Mexican drug lord Joaquin “El Chapo” Guzman has sent a handwritten letter to the federal court for the Eastern District of New York requesting to be extradited to Mexico to face charges in his home country, in a move that legal experts consider almost unlikely to succeed.
The document, dated April 23 and formally received by the court on May 1, was processed through the Pro Se office of the Brooklyn court, confirming that the drug trafficker acted on his own, without the support or signature of his defense attorneys.
The letter, written in grammatically incorrect English, appeals to concepts of “equity” and argues that his procedural rights were systematically violated during his trial, according to a report from Univisión.
Guzmán argues that there were compelling evidence in his favor that was never presented during the trial, which, in his view, would justify the immediate annulment of his conviction.
The drug lord also suggests that a supposed appeal in process should grant him the right to a new trial, and he requests that Mexico and the United States collaborate to facilitate his transfer to Mexican territory.
This letter is the most recent in a series of communications that Guzmán has sent from prison.
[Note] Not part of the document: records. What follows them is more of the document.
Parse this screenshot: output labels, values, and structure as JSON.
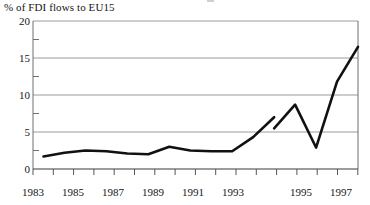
{
  "chart_data": {
    "type": "line",
    "title": "% of FDI flows to EU15",
    "xlabel": "",
    "ylabel": "% of FDI flows to EU15",
    "ylim": [
      0,
      20
    ],
    "yticks": [
      0,
      5,
      10,
      15,
      20
    ],
    "yminor_ticks": [
      2.5,
      7.5,
      12.5,
      17.5
    ],
    "grid": "horizontal",
    "legend": "none",
    "xlim": [
      1982.5,
      1998.0
    ],
    "xtick_labels": [
      "1983",
      "1985",
      "1987",
      "1989",
      "1991",
      "1993",
      "1995",
      "1997"
    ],
    "xtick_values": [
      1983,
      1985,
      1987,
      1989,
      1991,
      1993,
      1995,
      1997
    ],
    "series": [
      {
        "name": "FDI flows to EU15 (first period)",
        "x": [
          1983,
          1984,
          1985,
          1986,
          1987,
          1988,
          1989,
          1990,
          1991,
          1992,
          1993,
          1994
        ],
        "values": [
          1.7,
          2.2,
          2.5,
          2.4,
          2.1,
          2.0,
          3.0,
          2.5,
          2.4,
          2.4,
          4.3,
          7.0
        ]
      },
      {
        "name": "FDI flows to EU15 (second period)",
        "x": [
          1994,
          1995,
          1996,
          1997,
          1998
        ],
        "values": [
          5.5,
          8.7,
          2.9,
          11.8,
          16.5
        ]
      }
    ],
    "break_note": "Series is discontinuous: line breaks between 1994 and 1995",
    "line_color": "#111111",
    "grid_color": "#9a9a9a",
    "frame_color": "#6f6f6f"
  },
  "colors": {
    "line": "#111111",
    "grid": "#9a9a9a",
    "frame": "#6f6f6f",
    "background": "#ffffff",
    "text": "#151515"
  },
  "ylabels": {
    "t0": "0",
    "t5": "5",
    "t10": "10",
    "t15": "15",
    "t20": "20"
  },
  "xlabels": {
    "x1983": "1983",
    "x1985": "1985",
    "x1987": "1987",
    "x1989": "1989",
    "x1991": "1991",
    "x1993": "1993",
    "x1995": "1995",
    "x1997": "1997"
  },
  "header": {
    "title": "% of FDI flows to EU15"
  }
}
On April 10, I had already submitted another letter to Judge Brian Cogan—filed in court on April 17—invoking the First and Eighth Amendments of the U.S. Constitution to demand fair treatment.
In that letter, he wrote: “This is a courteous letter from the Political Constitution of Mexico regarding the authority and the laws of the United States concerning my extradition to receive fair treatment in this country.”
The Brooklyn jury found Chapo Guzmán guilty on February 12, 2019, on all ten charges presented, which included continuing criminal enterprise, trafficking in cocaine, heroin, marijuana, and methamphetamines, illegal use of firearms, and money laundering.
Months later, Judge Cogan sentenced Chapo to life in prison plus an additional 30 years and ordered the forfeiture of over 12 billion dollars on July 17, 2019.
In December 2022, the Second Circuit Court of Appeals upheld the validity of the verdict, dismissing all arguments presented by the defense.
In 2023, the Supreme Court of the United States declined to review the case, effectively exhausting all available federal resources for the person from Sinaloa.
Guzmán is serving his sentence at the ADX Florence prison in Colorado, known as the “Alcatraz of the Rockies,” under Special Administrative Measures, a regime of extreme isolation that keeps him in a individual cell for 23 to 24 hours a day with no contact with other inmates.